A talented aerospace engineer has received a Fulbright Commission Postgraduate Scholarship Award, one of the most prestigious awards programmes in the world, to carry out research into the future design and build of aircraft at the University of Bristol.

Adam Grasch from Kentucky in the US will join the University’s Department of Aerospace Engineering as a Research Collaborator later this month, where he will be working to quantify the control characteristics and aeroelastic phenomena of deformed or morphing wing shapes. His work will contribute towards a research project on the design and build of aircraft whose wings can change shape and configuration mid-flight, making possible tremendous gains in fuel efficiency and performance.

Adam was selected from a record number of applications to receive the US-UK Fulbright Commission award, which is offered to a US citizen for the first year of a postgraduate degree or research programme at the University of Bristol.
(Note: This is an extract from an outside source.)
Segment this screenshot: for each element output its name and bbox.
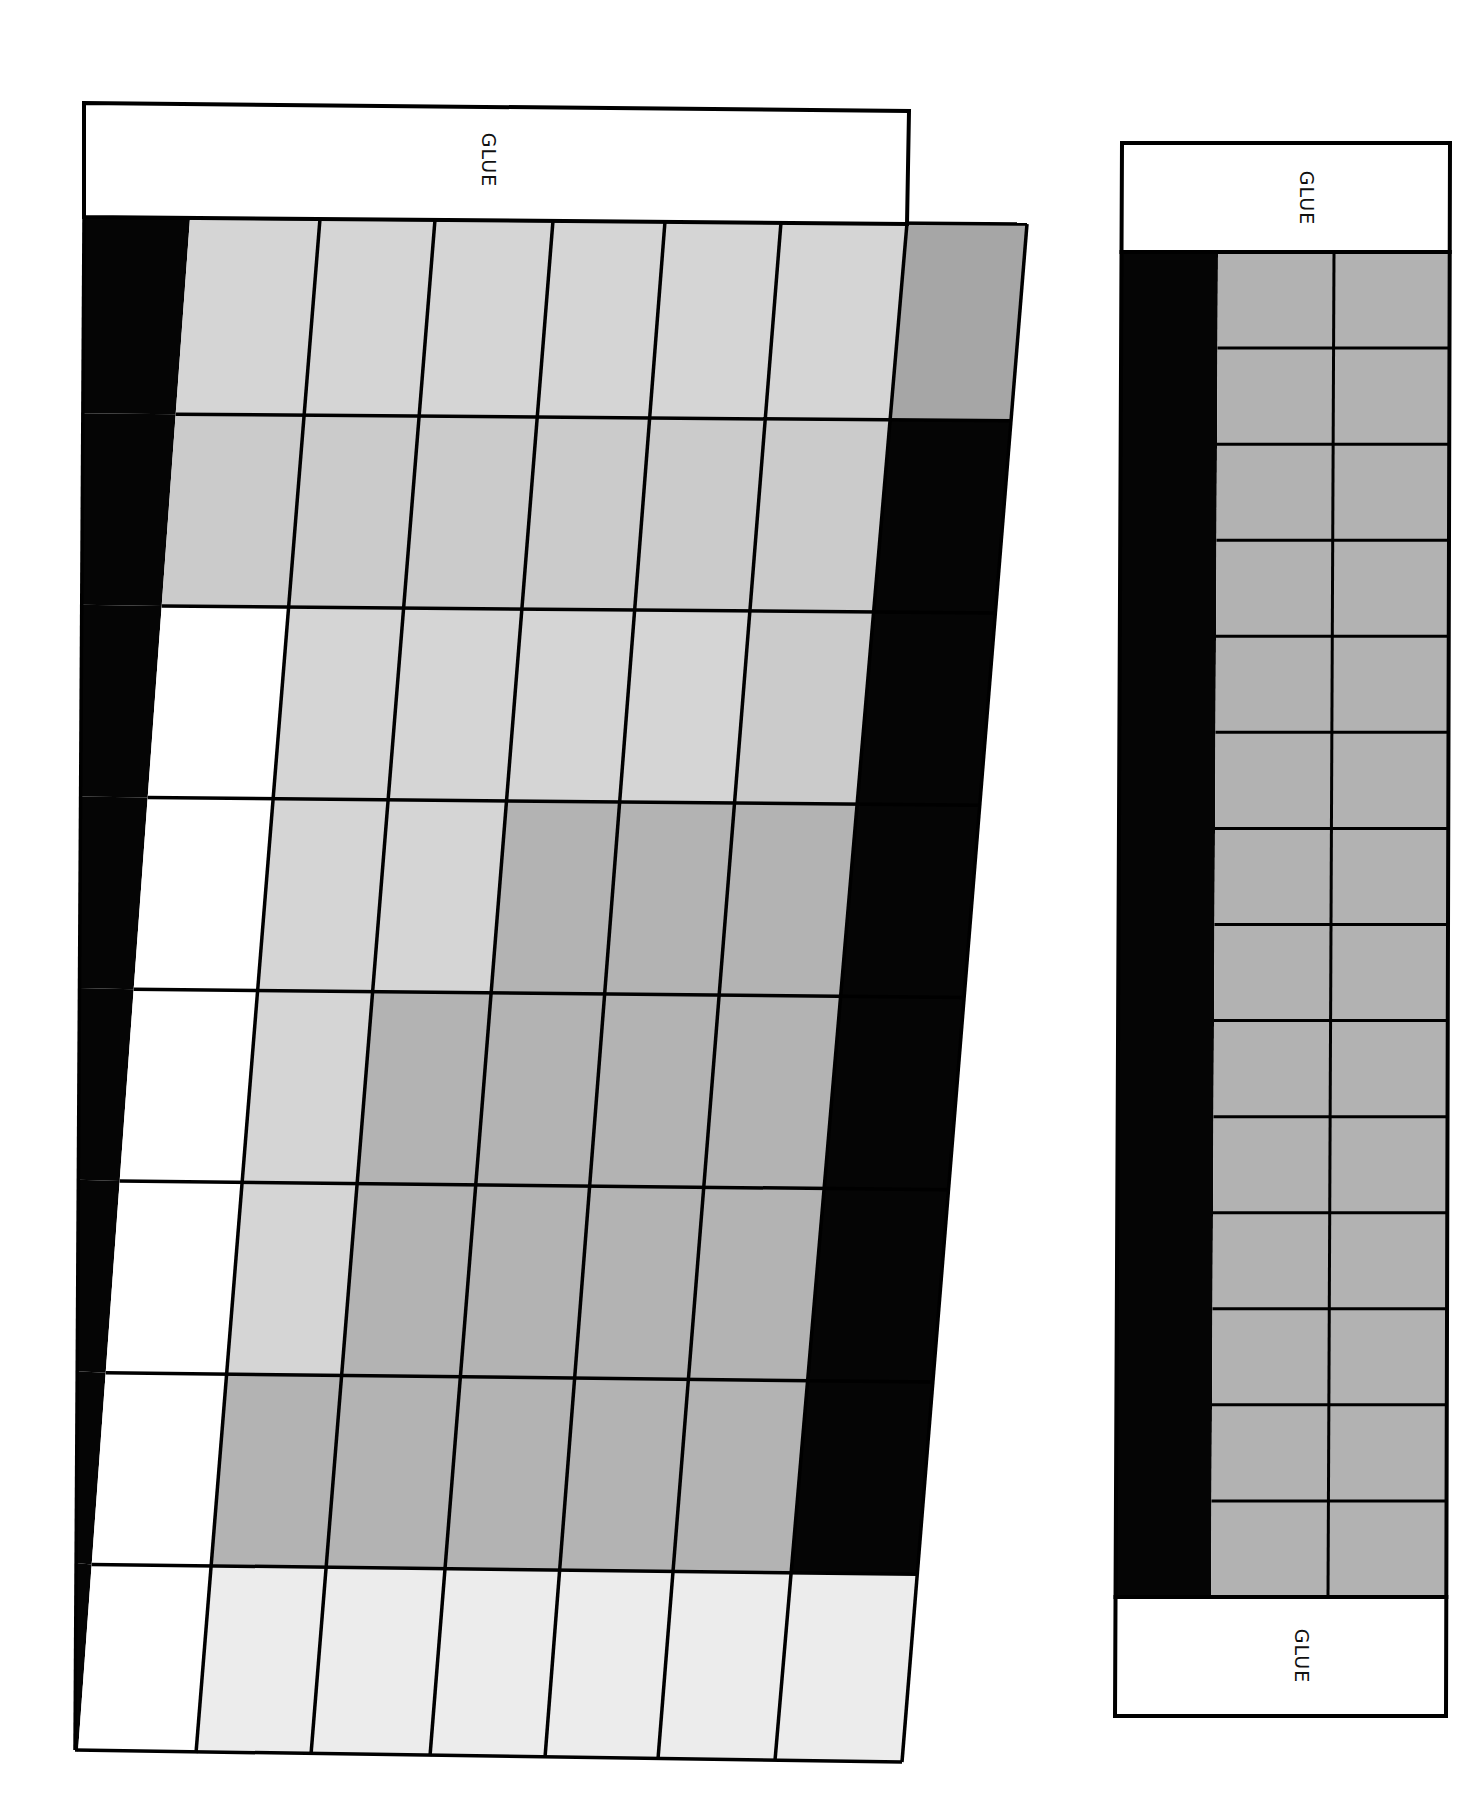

Fulbright Scholarships are awarded to people from any area of scholarship or research who are or have the potential to become leaders in their field. Fulbright scholars represent a broad range of geographic regions, institutions in the US and UK, fields of study and backgrounds and make vital contributions to today’s global challenges, such as the economic crisis, HIV/AIDS and global warming.

Adam graduated with distinction from Duke University in 2010 with a BSE in Mechanical Engineering, where he performed research under Dr Earl Dowell on the aeroelasticity of extremely high aspect-ratio wings as a Pratt Undergraduate Research Fellow and NAE Grand Challenge Scholar. Adam has also worked on forklift, military helicopter and inflatable aircraft design and has had an avid interest in the pursuit of aerospace engineering and aircraft design since he was a small child.

Adam’s other primary interests include lacrosse, literature and philanthropy – while at Duke he captained the men’s club lacrosse team and helped establish and lead Duke’s largest anti-AIDS charity.

Adam said: “I feel that Bristol University’s Department of Aerospace Engineering is among the best in the world to support the pursuit of this project and I’m delighted to have been given the opportunity to undertake research here.”

Dr Mark Lowenberg, Head of Aerospace Engineering at the University, said: "Adam is to be warmly congratulated on being awarded the Fulbright Commission Scholarship, he is ideally suited to the planned research on analysis and design of morphing aircraft and I very much look forward to working with him."

 

Further information

Created in 1948, the US-UK Fulbright Commission offers the only bi-national transatlantic academic awards programme between the US and the UK. They are part of an inspirational global programme initiated by Senator J William Fulbright in the aftermath of World War II, to promote leadership, learning and empathy between nations through educational exchange. Since its inception, nearly 300,000 extraordinary women and men from all over the world have had their lives changed profoundly by the Fulbright Programme.